By Kathy Berken
On Deck
What is God’s name? Sounds like a silly question, but it is what Moses asked God when he encountered the Divine Voice in the burning bush in Exodus (3:4-6, 13-14). God calls Moses and tells him to stay back and take off his shoes, for where he stood was holy ground. God continues: “I am the God of your father, the God of Abraham, the God of Isaac, and the God of Jacob.” Moses wants more: “What name should I give the Israelites when I tell them that the God of their fathers has sent me?”
And what does God tell him? “Tell them this name: ‘I am who I am.’ Tell the Israelites: ‘I AM has sent me to you.’”
In Hebrew, this is translated as YHWH, a name considered too sacred to speak. However, Scripture scholars suggest “Yahweh” as a close pronunciation, a word derived from the Hebrew verb hayah meaning “to be.” God’s name is YHWH or I AM.
Although none of us can fully understand or describe the true nature of God, we can experience what God meant when he told Moses that his name “I AM” means “to be.” God is described in the present tense as the eternal, infinite Being.
What does this mean for us? The Trappist monk Thomas Merton spoke of God as “Being” in terms of contemplative prayer. To experience the presence of God, he wrote, is “spontaneous awe at the sacredness of life, of being. It is a vivid realization of the fact that life and being in us proceed from an invisible, transcendent, and infinitely abundant source.” It is precisely in contemplation that “You start where you are and you deepen what you already have. And you realize that you are already there. All we need to do is experience what we already possess.”
As a follow-up to last month’s column, we draw a religious/spiritual parallel between Merton’s description of contemplation and the original 1939 version of the film, “The Wizard of Oz,” appropriate for our study of spiritual practices. All four main characters went to the Wizard searching for a brain, heart, courage, and a way home. He told the scarecrow, tin man, and lion that they already had these things; they just had to experience them for themselves. Although the Wizard could not help Dorothy, the Good Witch Glinda told her that she needed only to click her heels together and repeat “There’s no place like home” for her to return to the place she never really left.
The message is clear: we already have what we have been searching for. Father Merton might have said, “Don’t search for God, don’t look for God, don’t try to find God.” That is because, just as the characters in the film discovered, God has always been with you. All we need to do is simply become aware of God’s presence. As St. Augustine famously wrote in his “Confessions,” “God is closer to you than you are to yourself.” And Jesus told his disciples, “The Kingdom of God is within you” (Luke 17:21).
Imagine a school of fish on a quest for water. The wise fish becomes aware of the ocean, just as Dorothy was already and always home. So it is with us. Perhaps, as we begin to understand and experience God’s presence as always within us and everywhere around us, we can change our language to reflect this awareness. Rather than our spiritual practices be a way to find God, those practices can help us be more aware of God’s infinite presence within us, as the fish is immersed in the ocean.
A few metaphors to imagine the Divine Presence include: God is not the music, but the space between the notes. God is not the dancer, but the dance itself. God is not the masterpiece but the inexpressible awe.
(Kathy Berken is a spiritual director and retreat leader in St. Paul, Minnesota. She lived and worked at L’Arche in Clinton — The Arch from 1999-2009.)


Work task:
Please write back every entry exactly, character for character.

Records from a collection of figures:
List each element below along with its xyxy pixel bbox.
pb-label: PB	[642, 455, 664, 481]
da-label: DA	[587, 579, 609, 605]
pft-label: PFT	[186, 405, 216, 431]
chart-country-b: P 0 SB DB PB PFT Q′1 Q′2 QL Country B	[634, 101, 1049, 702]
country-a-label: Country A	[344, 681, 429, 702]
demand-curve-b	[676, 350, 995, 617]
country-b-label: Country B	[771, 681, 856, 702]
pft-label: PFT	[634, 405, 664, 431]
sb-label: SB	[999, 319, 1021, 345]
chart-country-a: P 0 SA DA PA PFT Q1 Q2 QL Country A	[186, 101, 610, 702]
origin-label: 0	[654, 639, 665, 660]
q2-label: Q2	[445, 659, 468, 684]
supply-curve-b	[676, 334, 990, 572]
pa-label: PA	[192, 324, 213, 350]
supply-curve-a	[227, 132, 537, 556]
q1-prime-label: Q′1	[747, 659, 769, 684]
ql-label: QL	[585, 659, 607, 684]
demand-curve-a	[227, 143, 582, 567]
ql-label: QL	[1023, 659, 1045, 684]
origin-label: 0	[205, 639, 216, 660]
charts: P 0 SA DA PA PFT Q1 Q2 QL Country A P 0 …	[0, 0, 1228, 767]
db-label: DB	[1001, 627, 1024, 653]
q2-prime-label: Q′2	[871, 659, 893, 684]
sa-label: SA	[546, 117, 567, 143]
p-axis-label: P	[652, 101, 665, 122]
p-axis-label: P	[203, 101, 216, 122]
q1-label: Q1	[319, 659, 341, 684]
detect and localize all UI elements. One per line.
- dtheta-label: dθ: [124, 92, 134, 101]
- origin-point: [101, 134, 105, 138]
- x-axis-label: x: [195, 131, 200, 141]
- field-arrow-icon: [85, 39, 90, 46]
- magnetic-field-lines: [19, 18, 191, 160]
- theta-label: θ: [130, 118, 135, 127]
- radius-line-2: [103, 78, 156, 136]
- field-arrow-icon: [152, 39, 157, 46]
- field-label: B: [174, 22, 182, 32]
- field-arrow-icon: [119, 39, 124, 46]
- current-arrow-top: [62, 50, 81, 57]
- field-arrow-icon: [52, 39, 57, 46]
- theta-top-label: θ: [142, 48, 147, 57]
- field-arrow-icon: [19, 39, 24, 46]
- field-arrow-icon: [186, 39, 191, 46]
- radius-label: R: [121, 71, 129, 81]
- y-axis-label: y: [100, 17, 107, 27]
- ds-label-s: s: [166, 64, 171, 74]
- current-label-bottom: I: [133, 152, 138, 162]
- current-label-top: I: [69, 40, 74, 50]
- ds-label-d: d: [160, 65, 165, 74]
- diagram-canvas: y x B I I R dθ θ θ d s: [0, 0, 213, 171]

Solution to this problem:
List each element below along with its xyxy pixel bbox.
pb-label: PB	[642, 455, 664, 481]
da-label: DA	[587, 579, 609, 605]
pft-label: PFT	[186, 405, 216, 431]
chart-country-b: P 0 SB DB PB PFT Q′1 Q′2 QL Country B	[634, 101, 1049, 702]
country-a-label: Country A	[344, 681, 429, 702]
demand-curve-b	[676, 350, 995, 617]
country-b-label: Country B	[771, 681, 856, 702]
pft-label: PFT	[634, 405, 664, 431]
sb-label: SB	[999, 319, 1021, 345]
chart-country-a: P 0 SA DA PA PFT Q1 Q2 QL Country A	[186, 101, 610, 702]
origin-label: 0	[654, 639, 665, 660]
q2-label: Q2	[445, 659, 468, 684]
supply-curve-b	[676, 334, 990, 572]
pa-label: PA	[192, 324, 213, 350]
supply-curve-a	[227, 132, 537, 556]
q1-prime-label: Q′1	[747, 659, 769, 684]
ql-label: QL	[585, 659, 607, 684]
demand-curve-a	[227, 143, 582, 567]
ql-label: QL	[1023, 659, 1045, 684]
origin-label: 0	[205, 639, 216, 660]
charts: P 0 SA DA PA PFT Q1 Q2 QL Country A P 0 …	[0, 0, 1228, 767]
db-label: DB	[1001, 627, 1024, 653]
q2-prime-label: Q′2	[871, 659, 893, 684]
sa-label: SA	[546, 117, 567, 143]
p-axis-label: P	[652, 101, 665, 122]
p-axis-label: P	[203, 101, 216, 122]
q1-label: Q1	[319, 659, 341, 684]
detect and localize all UI elements. One per line.
- dtheta-label: dθ: [124, 92, 134, 101]
- origin-point: [101, 134, 105, 138]
- x-axis-label: x: [195, 131, 200, 141]
- field-arrow-icon: [85, 39, 90, 46]
- magnetic-field-lines: [19, 18, 191, 160]
- theta-label: θ: [130, 118, 135, 127]
- radius-line-2: [103, 78, 156, 136]
- field-arrow-icon: [152, 39, 157, 46]
- field-label: B: [174, 22, 182, 32]
- field-arrow-icon: [119, 39, 124, 46]
- current-arrow-top: [62, 50, 81, 57]
- field-arrow-icon: [52, 39, 57, 46]
- theta-top-label: θ: [142, 48, 147, 57]
- field-arrow-icon: [19, 39, 24, 46]
- field-arrow-icon: [186, 39, 191, 46]
- radius-label: R: [121, 71, 129, 81]
- y-axis-label: y: [100, 17, 107, 27]
- ds-label-s: s: [166, 64, 171, 74]
- current-label-bottom: I: [133, 152, 138, 162]
- current-label-top: I: [69, 40, 74, 50]
- ds-label-d: d: [160, 65, 165, 74]
- diagram-canvas: y x B I I R dθ θ θ d s: [0, 0, 213, 171]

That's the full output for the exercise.